Ebm Practices
3 min readRapid overview
- EBM Practices and Implementation
- Hypothesis-Driven Development
- Definition
- Process
- Example
- Sprint Retrospectives and EBM
- Connection to EBM
- Best Practices
- Blameless Post-Mortems
- Purpose
- Key Principles
- Benefits for EBM
- Daily Stand-ups and Data
- Evidence-Based Stand-ups
- Anti-patterns
- Engagement Strategy
- Organizational Alignment
- Challenge
- Solution
- Why This Works
- KPI Selection
- Best Practices
- Anti-patterns
- Historical Data for Forecasting
- Using Evidence for Prediction
- Example
- Fostering Data Culture
- Actions
- Signs of Success
- Interview Questions
EBM Practices and Implementation
Hypothesis-Driven Development
Definition
Formulating assumptions about user needs and testing them through experiments to validate decisions with data.
Process
- Identify assumption about user behavior or value
- Define hypothesis with measurable outcome
- Design experiment to test hypothesis
- Collect data from experiment
- Analyze results and adapt
Example
- Hypothesis: "Adding dark mode will increase daily active users by 10%"
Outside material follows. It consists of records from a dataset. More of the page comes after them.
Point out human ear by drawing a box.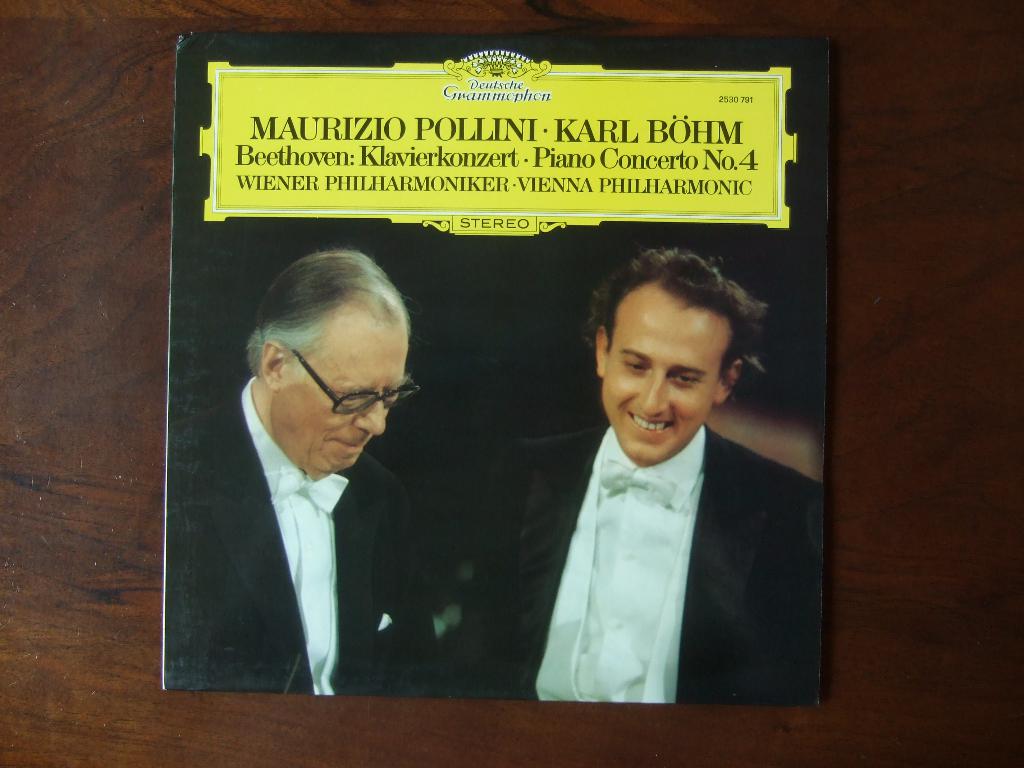
(left=714, top=357, right=744, bottom=406).
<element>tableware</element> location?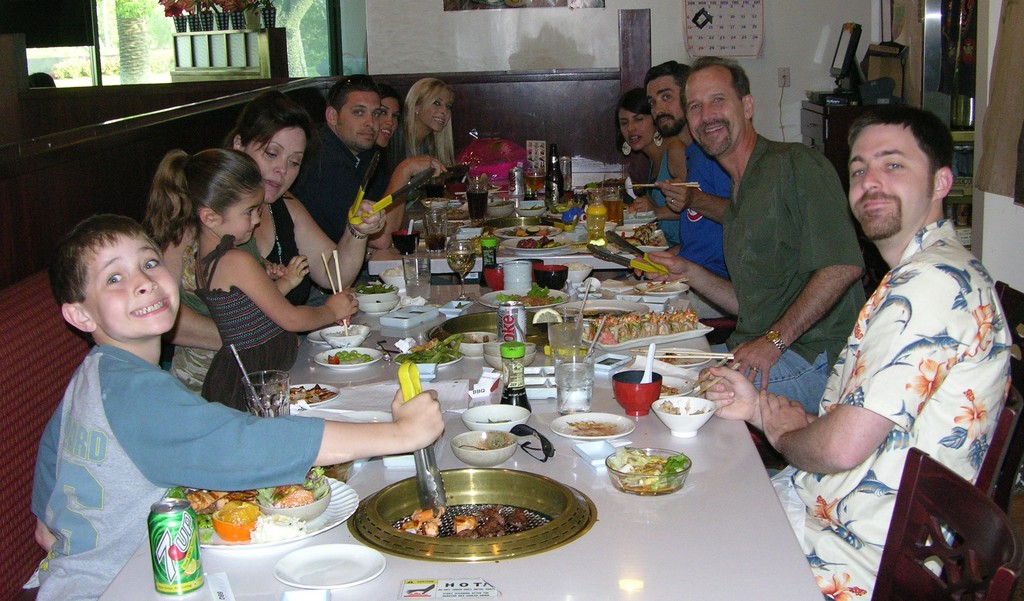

- Experiment: A/B test with subset of users
- Measure: Compare DAU between control and test groups
- Adapt: Roll out if validated, pivot if not
Sprint Retrospectives and EBM
Connection to EBM
- Provide structured opportunity for process reflection
- Encourage open communication and feedback
- Enable data-driven improvement decisions
- Focus on outcomes, not just activities
Best Practices
- Review metrics from the sprint (velocity, defects, cycle time)
- Identify what data tells us about our process
- Create hypotheses for improvements
- Measure impact in future sprints
Blameless Post-Mortems
Purpose
Analyze failures constructively without assigning blame, fostering a culture of openness and continuous improvement.
Key Principles
- Focus on systems, not individuals
- Ask "What happened?" not "Who did this?"
- Identify systemic improvements
- Share learnings openly
- Create psychological safety
Benefits for EBM
- Increases transparency (pillar of empiricism)
- Enables honest data collection
- Reduces fear of experimentation
- Improves innovation capability (A2I)
Daily Stand-ups and Data
Evidence-Based Stand-ups
Share meaningful metrics during stand-ups:
- Team velocity and cumulative flow
- Sprint burndown progress
- Blockers with impact data
- Cycle time for current work
Anti-patterns
- Individual performance metrics (creates fear)
- Vanity metrics without context
- Status reporting without action focus
Engagement Strategy
Rotate leadership of stand-ups among team members to increase ownership and engagement.
Organizational Alignment
Challenge
Aligning strategic goals with team-level initiatives.
Solution
Regular alignment meetings involving both management and Scrum teams:
- Share organizational goals and context
- Review team metrics against strategic KPIs
- Identify alignment gaps
- Adapt team goals to support strategy
Why This Works
- Creates two-way communication
- Ensures teams understand the "why"
- Enables strategic contribution from teams
- Maintains autonomy while ensuring alignment
KPI Selection
Best Practices
- Align with goals - KPIs should connect to strategic objectives
- Context matters - Different projects need different metrics
- Balance KVAs - Don't focus on just one area
- Avoid gaming - Choose metrics that can't be easily manipulated
- Review regularly - KPIs should evolve with the organization
Anti-patterns
- Same KPIs for all projects regardless of context
- Only financial KPIs
- Individual-focused metrics
- Too many KPIs (analysis paralysis)
Historical Data for Forecasting
Using Evidence for Prediction
- Analyze past sprint velocities for estimation
- Review cycle time trends for delivery forecasting
- Use throughput data for release planning
- Identify patterns in defect rates
Example
"Based on 10 sprints of data, our velocity averages 42 points with standard deviation of 5. We can forecast delivering 40-45 points next sprint with 68% confidence."
Fostering Data Culture
Actions
- Make data visible - Dashboards, information radiators
- Celebrate learning - Even from failed experiments
- Share metrics openly - Transparency builds trust
- Train on data literacy - Help team interpret metrics
- Model behavior - Leaders use data in decisions
Signs of Success
- Teams discuss data in retrospectives
- Decisions reference evidence
- Experiments are common practice
- Failures are learning opportunities
Interview Questions
Q: What is hypothesis-driven development?
Q: How do Sprint Retrospectives contribute to EBM?
Q: What's the goal of blameless post-mortems?
Q: How should teams approach KPI selection?